The Federal Highway Administration has issued $196 million to 59 tribal, state, and local governments in support of projects fixing or removing 169 culvert barriers to improve fish passage.
[Above photo by WSDOT]
The FHWA said outdated culverts and other infrastructure can cause roads to flood and severely restrict or altogether block fish passage.
To that end, the agency noted this $196 million in grant funding via its Culvert Aquatic Organism Passage or Culvert AOP program should improve approximately 550 miles of stream habitat, often in the watersheds that support iconic fish runs in ecosystems including Yakutat Bay, the Puget Sound, the Columbia River, the Rogue River, the Chesapeake Bay, and Plymouth Harbor.
FHWA said that grant funding comes from over $2 billion earmarked for fish passage investments within by the Infrastructure Investment and Jobs Act or IIJA enacted in 2021.
Several fish species listed under the federal Endangered Species Act are expected to benefit from access to pristine habitats as a result of restored passage, FHWA added.
The agency pointed out that its Culvert AOP program seeks to boost the health of fisheries by helping communities remove, repair, and redesign culverts and weirs – both engineered structures that impact the flow of water in rivers and streams.
FHWA said barriers to freshwater migration are a major cause of declining populations of anadromous fish – such as native salmon, steelhead, river herring and lamprey – which are born in freshwater waterways, live primarily in the ocean, but return to freshwater streams to spawn.
“This first round of culvert grants will improve resilience and reduce maintenance at these waterway crossings while providing ecological, cultural and conservation benefits to communities receiving grants,” noted FHWA Administrator Shailen Bhatt in a statement.

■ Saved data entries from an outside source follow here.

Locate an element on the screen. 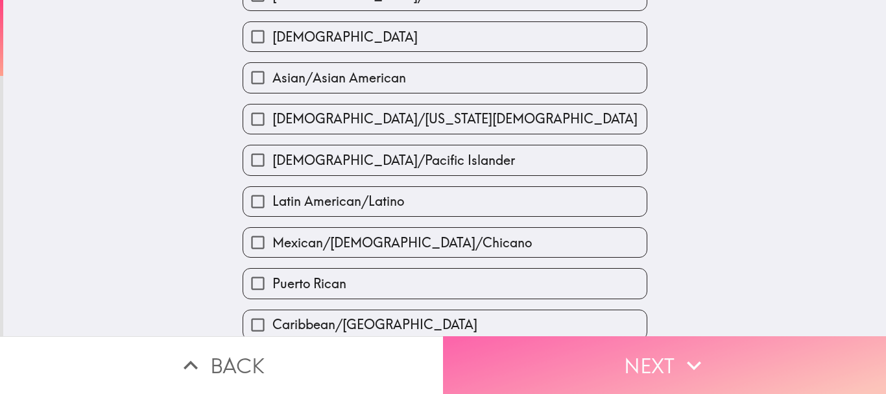  button: Latin American/Latino is located at coordinates (445, 201).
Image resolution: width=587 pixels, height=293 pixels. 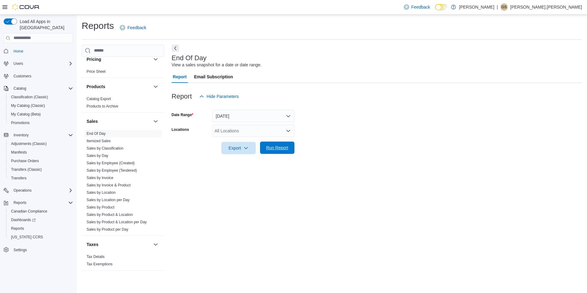 I want to click on a: Sales by Employee (Created), so click(x=111, y=163).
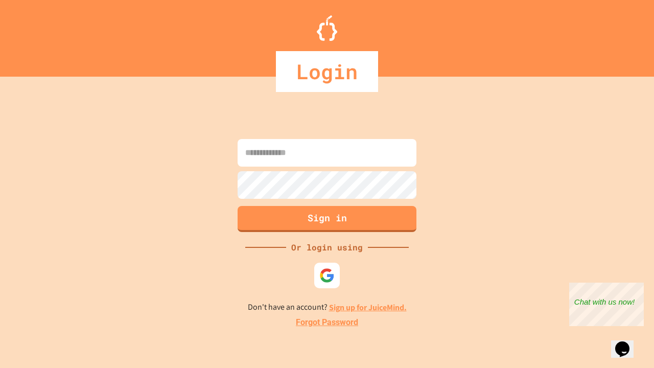 The height and width of the screenshot is (368, 654). Describe the element at coordinates (368, 307) in the screenshot. I see `a: Sign up for JuiceMind.` at that location.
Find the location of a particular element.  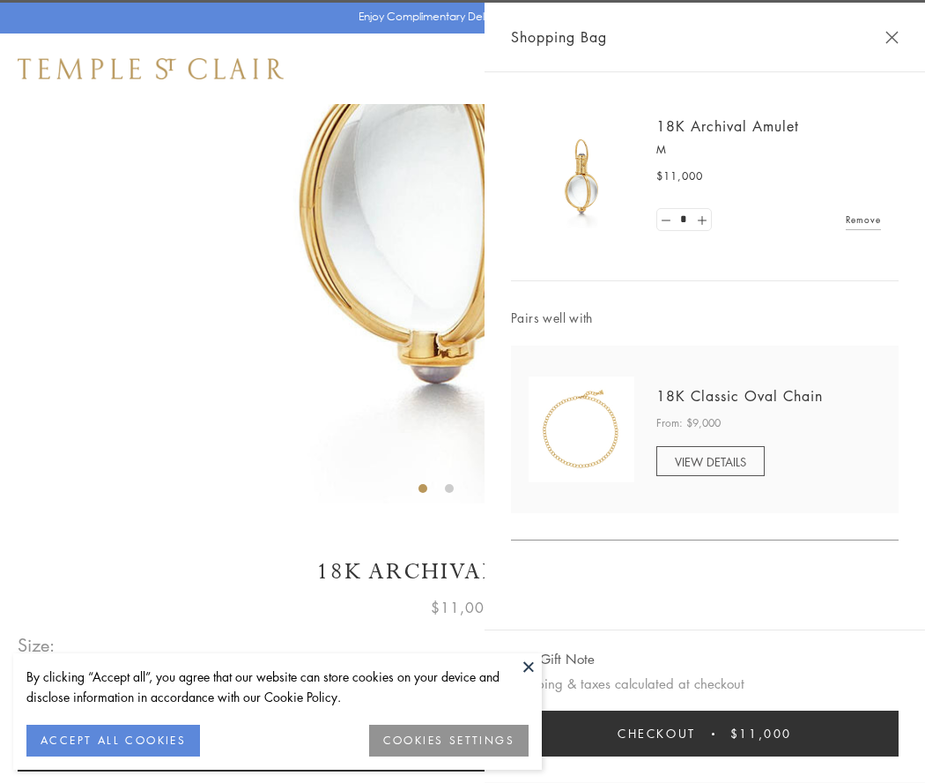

“The program’s many benefits to the natural environment will spill over into local economies that depend on growing fish populations to sustain tribal and local communities across the nation,” he said.
Several state departments of transportation are receiving funds from this round of FHWA Culvert AOP grants, including the Maine Department of Transportation, which will receive $9.2 million to replace nine barriers at road crossings in historic coastal fishing communities, which qualify as disadvantaged and underserved communities.
Replacing these barriers will improve access to 37 miles of habitat for fish and will also benefit fish species that are culturally important to the five federally recognized Native American tribes residing in Maine, FHWA said.
The agency noted that there are roughly 68 million culverts carrying roadways that were built with design approaches dating from the 1950s, which did not consider the needs of aquatic organisms to move up and downstream.
The Culvert AOP Program represents a change in the state of practice toward a “transformative and more holistic approach” to water crossings, the agency said; a change that should result in “more robust fish populations” that are critical to local economies and Native communities, as well as creating safer, more resilient structures, FHWA pointed out.